Even though some words and terms seem like they have fundamentally the same meaning, there are some very important distinctions to make. For instance, referring to someone as either a critic and a reviewer is not exactly the same thing.
And when you decide that you’d like to get a suit, you want to make sure that you understand exactly what you’re getting. Did you know that a bespoke suit, a made-to-measure suit, and a custom made suit are quite different from one another? This can have a dramatic impact on the price you pay.
Bespoke Suit
Let’s start at the top of the food chain when it comes to custom tailoring for men’s clothing. While it is not a term that is all that widely used in Canada and the United States, “bespoke” is a term more commonly used in British English. “Bespoke” is shorten for “been spoken for” and it refers to clothing that has been custom created for one specific customer. In the case of a bespoke suit, it means that the tailor is not working from a pre-set pattern.
Instead, the suit really is made from scratch for just one person. This usually requires multiple fittings and measurements as the tailor effectively creates a pattern right on the customer himself. Bespoke suits mostly got their rise from the famed Savile in London and this method is the most traditional way a suit is made. It’s also, by far, the most expensive and the most time-consuming. The polar opposite of a bespoke suit would be one that you buy off the rack at a retail store.
Made-to-Measure Suit
Whereas bespoke suits are specifically made for just one specific customer, made-to-measure suits are based on pre-existing patterns. The tailor will still take your measurements and get the suit “fitted” to your proportions, but the suit is not being designed and created from scratch. Instead, the tailor will take an existing pattern that he already has and simply adapt or alter it to fit you. In this way, the suit is “made to measure.”
Considerations like sleeve length and shoulder width are just scaled up or scaled down from the pattern that most closely approximates your real measurements. It won’t be quite as perfect as a bespoke suit as a result.
Custom-Made Suit
By far the vaguest and less specific of terms is a custom-made suit, which may sometimes also be called a custom tailored suit. Bespoke suits are made from scratch, made to measure suits are adapted from pre-existing patterns, and custom made suits simply mean that some customization has been made. While altering sleeve length could be included in this definition, having the tailor simply add another button could take an off-the-rack suit and make it a “custom made suit.”
If the tailor “lets out” the back of your suit to better accommodate the cummerbund around your waist, that also counts as a custom made suit.
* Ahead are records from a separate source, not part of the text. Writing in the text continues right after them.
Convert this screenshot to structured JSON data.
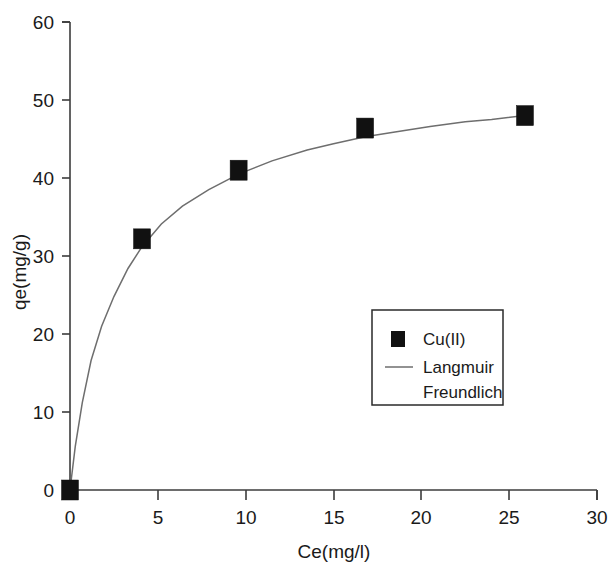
{
  "chart_data": {
    "type": "scatter",
    "title": "",
    "subtitle": "",
    "xlabel": "Ce(mg/l)",
    "ylabel": "qe(mg/g)",
    "xlim": [
      0,
      30
    ],
    "ylim": [
      0,
      60
    ],
    "xticks": [
      0,
      5,
      10,
      15,
      20,
      25,
      30
    ],
    "yticks": [
      0,
      10,
      20,
      30,
      40,
      50,
      60
    ],
    "xtick_labels": [
      "0",
      "5",
      "10",
      "15",
      "20",
      "25",
      "30"
    ],
    "ytick_labels": [
      "0",
      "10",
      "20",
      "30",
      "40",
      "50",
      "60"
    ],
    "grid": false,
    "legend_position": "center-right",
    "series": [
      {
        "name": "Cu(II)",
        "type": "scatter",
        "marker": "square",
        "color": "#111111",
        "x": [
          0.0,
          4.1,
          9.6,
          16.8,
          25.9
        ],
        "y": [
          0.0,
          32.2,
          41.0,
          46.4,
          48.0
        ]
      },
      {
        "name": "Langmuir",
        "type": "line",
        "color": "#6e6e6e",
        "x": [
          0.0,
          0.3,
          0.7,
          1.2,
          1.8,
          2.5,
          3.3,
          4.1,
          5.2,
          6.4,
          7.9,
          9.6,
          11.5,
          13.5,
          15.0,
          16.8,
          18.5,
          20.5,
          22.5,
          24.0,
          25.9
        ],
        "y": [
          0.0,
          5.6,
          11.2,
          16.6,
          21.0,
          24.8,
          28.4,
          31.2,
          34.1,
          36.4,
          38.5,
          40.5,
          42.2,
          43.6,
          44.4,
          45.3,
          45.9,
          46.6,
          47.2,
          47.5,
          48.0
        ]
      },
      {
        "name": "Freundlich",
        "type": "line",
        "color": "#6e6e6e",
        "x": [],
        "y": []
      }
    ]
  },
  "legend": {
    "entries": [
      {
        "label": "Cu(II)",
        "symbol": "square-marker"
      },
      {
        "label": "Langmuir",
        "symbol": "line-swatch"
      },
      {
        "label": "Freundlich",
        "symbol": "none"
      }
    ]
  },
  "axes": {
    "x_title": "Ce(mg/l)",
    "y_title": "qe(mg/g)"
  }
}
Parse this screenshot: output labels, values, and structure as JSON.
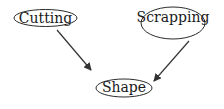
{
  "diagram": {
    "type": "directed-graph",
    "colors": {
      "stroke": "#2a2a2a",
      "text": "#1a1a1a",
      "edge": "#333333",
      "background": "#ffffff"
    },
    "nodes": [
      {
        "id": "cutting",
        "label": "Cutting",
        "cx": 45.5,
        "cy": 18,
        "rx": 31.5,
        "ry": 8.5
      },
      {
        "id": "scrapping",
        "label": "Scrapping",
        "cx": 173,
        "cy": 23,
        "rx": 32,
        "ry": 16
      },
      {
        "id": "shape",
        "label": "Shape",
        "cx": 124,
        "cy": 88,
        "rx": 28,
        "ry": 9
      }
    ],
    "edges": [
      {
        "from": "cutting",
        "to": "shape",
        "x1": 57,
        "y1": 30,
        "x2": 91,
        "y2": 70
      },
      {
        "from": "scrapping",
        "to": "shape",
        "x1": 189,
        "y1": 41,
        "x2": 154,
        "y2": 81
      }
    ]
  }
}
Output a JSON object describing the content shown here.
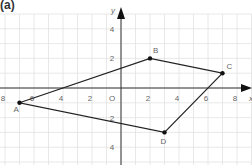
{
  "figure": {
    "panel_label": "(a)",
    "x_axis_label": "x",
    "y_axis_label": "y",
    "origin_label": "O",
    "x_ticks": [
      {
        "value": -8,
        "label": "8"
      },
      {
        "value": -6,
        "label": "6"
      },
      {
        "value": -4,
        "label": "4"
      },
      {
        "value": -2,
        "label": "2"
      },
      {
        "value": 2,
        "label": "2"
      },
      {
        "value": 4,
        "label": "4"
      },
      {
        "value": 6,
        "label": "6"
      },
      {
        "value": 8,
        "label": "8"
      }
    ],
    "y_ticks": [
      {
        "value": 4,
        "label": "4"
      },
      {
        "value": 2,
        "label": "2"
      },
      {
        "value": -2,
        "label": "2"
      },
      {
        "value": -4,
        "label": "4"
      }
    ],
    "points": [
      {
        "name": "A",
        "x": -7,
        "y": -1
      },
      {
        "name": "B",
        "x": 2,
        "y": 2
      },
      {
        "name": "C",
        "x": 7,
        "y": 1
      },
      {
        "name": "D",
        "x": 3,
        "y": -3
      }
    ],
    "polygon_order": [
      "A",
      "B",
      "C",
      "D"
    ],
    "colors": {
      "grid": "#e2e2e2",
      "axis": "#333333",
      "shape": "#222222",
      "text": "#666666"
    }
  }
}
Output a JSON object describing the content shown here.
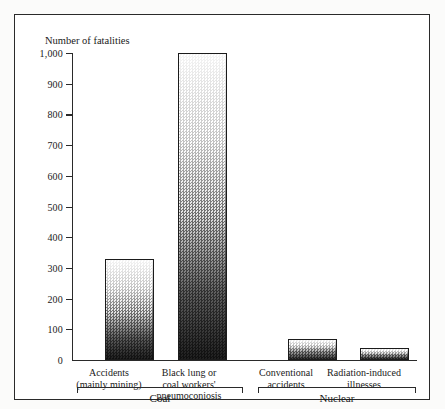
{
  "chart_data": {
    "type": "bar",
    "title": "",
    "ylabel": "Number of fatalities",
    "xlabel": "",
    "ylim": [
      0,
      1000
    ],
    "grid": false,
    "legend": "none",
    "y_ticks": [
      "1,000",
      "900",
      "800",
      "700",
      "600",
      "500",
      "400",
      "300",
      "200",
      "100",
      "0"
    ],
    "y_tick_values": [
      1000,
      900,
      800,
      700,
      600,
      500,
      400,
      300,
      200,
      100,
      0
    ],
    "categories": [
      "Accidents (mainly mining)",
      "Black lung or coal workers' pneumoconiosis",
      "Conventional accidents",
      "Radiation-induced illnesses"
    ],
    "values": [
      330,
      1000,
      70,
      40
    ],
    "groups": [
      {
        "name": "Coal",
        "categories": [
          0,
          1
        ]
      },
      {
        "name": "Nuclear",
        "categories": [
          2,
          3
        ]
      }
    ],
    "bars": [
      {
        "label_lines": [
          "Accidents",
          "(mainly mining)"
        ],
        "value": 330,
        "group": "Coal"
      },
      {
        "label_lines": [
          "Black lung or",
          "coal workers'",
          "pneumoconiosis"
        ],
        "value": 1000,
        "group": "Coal"
      },
      {
        "label_lines": [
          "Conventional",
          "accidents"
        ],
        "value": 70,
        "group": "Nuclear"
      },
      {
        "label_lines": [
          "Radiation-induced",
          "illnesses"
        ],
        "value": 40,
        "group": "Nuclear"
      }
    ]
  },
  "axis": {
    "y_title": "Number of fatalities"
  },
  "labels": {
    "bar0_line1": "Accidents",
    "bar0_line2": "(mainly mining)",
    "bar1_line1": "Black lung or",
    "bar1_line2": "coal workers'",
    "bar1_line3": "pneumoconiosis",
    "bar2_line1": "Conventional",
    "bar2_line2": "accidents",
    "bar3_line1": "Radiation-induced",
    "bar3_line2": "illnesses",
    "group0": "Coal",
    "group1": "Nuclear"
  },
  "ticks": {
    "t1000": "1,000",
    "t900": "900",
    "t800": "800",
    "t700": "700",
    "t600": "600",
    "t500": "500",
    "t400": "400",
    "t300": "300",
    "t200": "200",
    "t100": "100",
    "t0": "0"
  },
  "colors": {
    "ink": "#2a2a2a",
    "bar_light": "#ffffff",
    "bar_dark": "#1b1b1b",
    "page_background": "#fbfbfa",
    "plot_background": "#ffffff"
  }
}
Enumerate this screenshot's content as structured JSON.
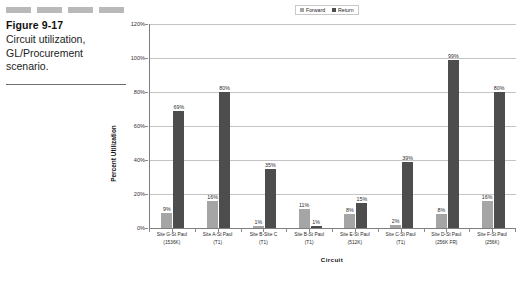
{
  "figure": {
    "title": "Figure 9-17",
    "caption": "Circuit utilization, GL/Procurement scenario.",
    "deco_rule_count": 4
  },
  "legend": {
    "position": "top-center",
    "items": [
      {
        "label": "Forward",
        "color": "#a5a5a5"
      },
      {
        "label": "Return",
        "color": "#4d4d4d"
      }
    ]
  },
  "axes": {
    "ylabel": "Percent Utilization",
    "xlabel": "Circuit",
    "yticks": [
      "0%",
      "20%",
      "40%",
      "60%",
      "80%",
      "100%",
      "120%"
    ]
  },
  "chart_data": {
    "type": "bar",
    "title": "",
    "xlabel": "Circuit",
    "ylabel": "Percent Utilization",
    "ylim": [
      0,
      120
    ],
    "ytick_values": [
      0,
      20,
      40,
      60,
      80,
      100,
      120
    ],
    "ytick_labels": [
      "0%",
      "20%",
      "40%",
      "60%",
      "80%",
      "100%",
      "120%"
    ],
    "grid": true,
    "legend_position": "top-center",
    "categories": [
      "Site G-St Paul (1536K)",
      "Site A-St Paul (T1)",
      "Site B-Site C (T1)",
      "Site B-St Paul (T1)",
      "Site E-St Paul (512K)",
      "Site C-St Paul (T1)",
      "Site D-St Paul (256K FR)",
      "Site F-St Paul (256K)"
    ],
    "category_lines": [
      {
        "l1": "Site G-St Paul",
        "l2": "(1536K)"
      },
      {
        "l1": "Site A-St Paul",
        "l2": "(T1)"
      },
      {
        "l1": "Site B-Site C",
        "l2": "(T1)"
      },
      {
        "l1": "Site B-St Paul",
        "l2": "(T1)"
      },
      {
        "l1": "Site E-St Paul",
        "l2": "(512K)"
      },
      {
        "l1": "Site C-St Paul",
        "l2": "(T1)"
      },
      {
        "l1": "Site D-St Paul",
        "l2": "(256K FR)"
      },
      {
        "l1": "Site F-St Paul",
        "l2": "(256K)"
      }
    ],
    "series": [
      {
        "name": "Forward",
        "color": "#a5a5a5",
        "values": [
          9,
          16,
          1,
          11,
          8,
          2,
          8,
          16
        ],
        "labels": [
          "9%",
          "16%",
          "1%",
          "11%",
          "8%",
          "2%",
          "8%",
          "16%"
        ]
      },
      {
        "name": "Return",
        "color": "#4d4d4d",
        "values": [
          69,
          80,
          35,
          1,
          15,
          39,
          99,
          80
        ],
        "labels": [
          "69%",
          "80%",
          "35%",
          "1%",
          "15%",
          "39%",
          "99%",
          "80%"
        ]
      }
    ]
  }
}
Any tweaking for size or style can count. That being said, a suit that is not adapted from a pre-existing pattern but is also not drafted directly on the customer is really neither a bespoke suit nor is it a made to measure suit. There is an incredibly broad range of what a custom made suit could be.
Stay Classy
For many people, buying a ready-to-wear (prêt-à-porter) suit from a regular retail outlet will do the job, but you’ll always look better if you get some alterations to best suit your particular body shape. If you’ve got the money to spend, a bespoke suit will always fit best, but it’s up to you if it’s worth the extra money.
After working in three different Men’s Clothing establishments before getting into technology I have seen all sides of this discussion.
Bespoke = Tailor-made. I worked at a Men’s Shoppe on St. Armand’s Circle in Sarasota that sold Tailor made suits from just swatches. The client picked from different lapel types, button style, taper with the help of myself and the tailor after he picked the swatch. The tailor would draw the suit out, then measure the client. The suit would be ready in 4 weeks tops and the cost ranged from $5,00 to 10,000.
Made to measure was the same shoppe where we had a pattern and the swatches that the suit came in with a few samples. The client picked the design, looked at the samples with me and the tailor got the measurements only. The suit was ready within two weeks, costing $2,000-5,000.
Then there was Mens Wearhouse and Surreys Menswear. They were Custom-made off the rack. You picked a suit that I suggested was a correct fit for you and could be altered to fit. The tailor came out, confirmed the suit would fit in an altered state and did the measurements. Time frame was a day to a week. The costs $199 – $2000.
The main difference? The word “ALTERED”. If you buy an altered suit you are buying off the rack. The first two are really made to fit the client, the altered is shaped to fit from a cutout ready to wear suit.